DESCRIPTION OF THE TASK
Each entry is to be given again word for word; images are dropped.

(Saved data entries)
◇ ◇ ◇ ◇ ◇

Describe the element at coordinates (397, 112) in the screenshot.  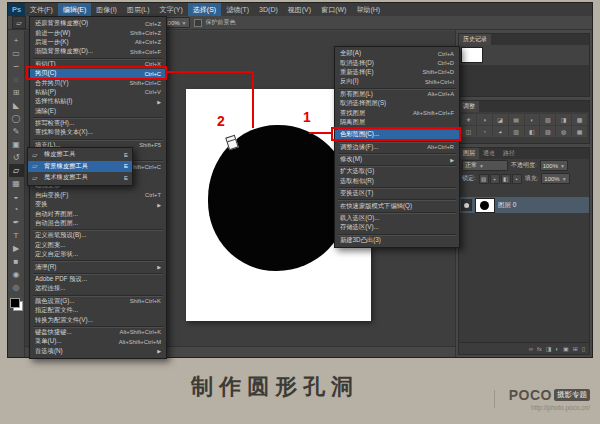
I see `menu-item: 查找图层Alt+Shift+Ctrl+F` at that location.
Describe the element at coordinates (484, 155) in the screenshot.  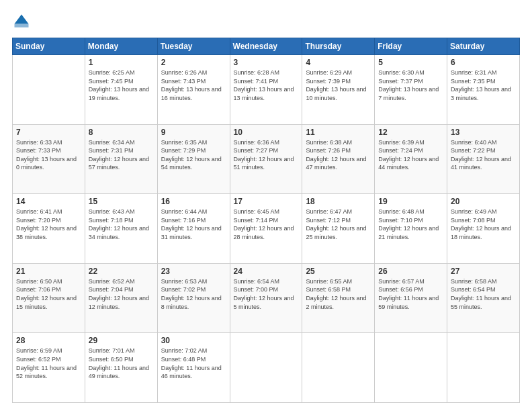
I see `cell-info: Sunrise: 6:40 AMSunset: 7:22 PMDaylight:…` at that location.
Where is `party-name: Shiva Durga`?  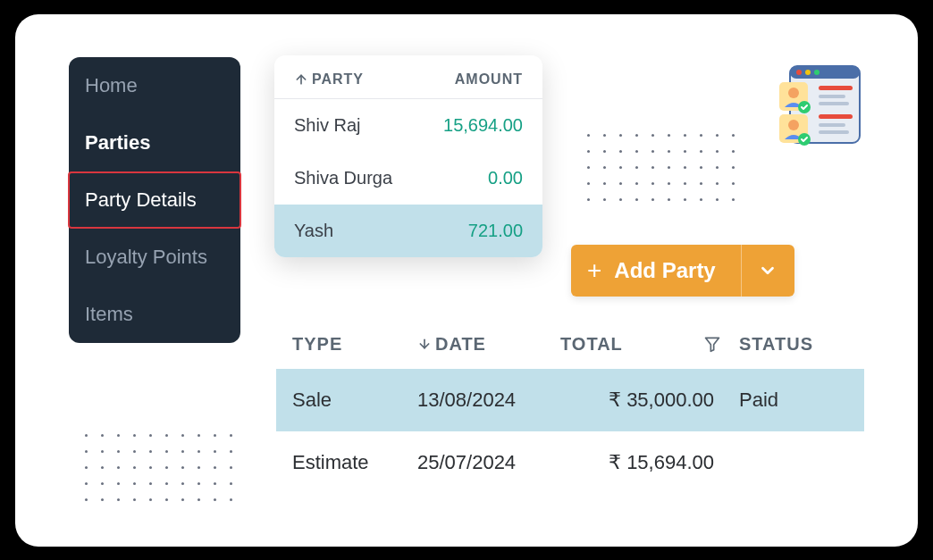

◇ ◇ ◇ ◇ ◇

ANSWER TO THIS PROBLEM
Describe the element at coordinates (397, 112) in the screenshot.  
I see `menu-item: 查找图层Alt+Shift+Ctrl+F` at that location.
Describe the element at coordinates (484, 155) in the screenshot.  
I see `cell-info: Sunrise: 6:40 AMSunset: 7:22 PMDaylight:…` at that location.
Where is `party-name: Shiva Durga`?  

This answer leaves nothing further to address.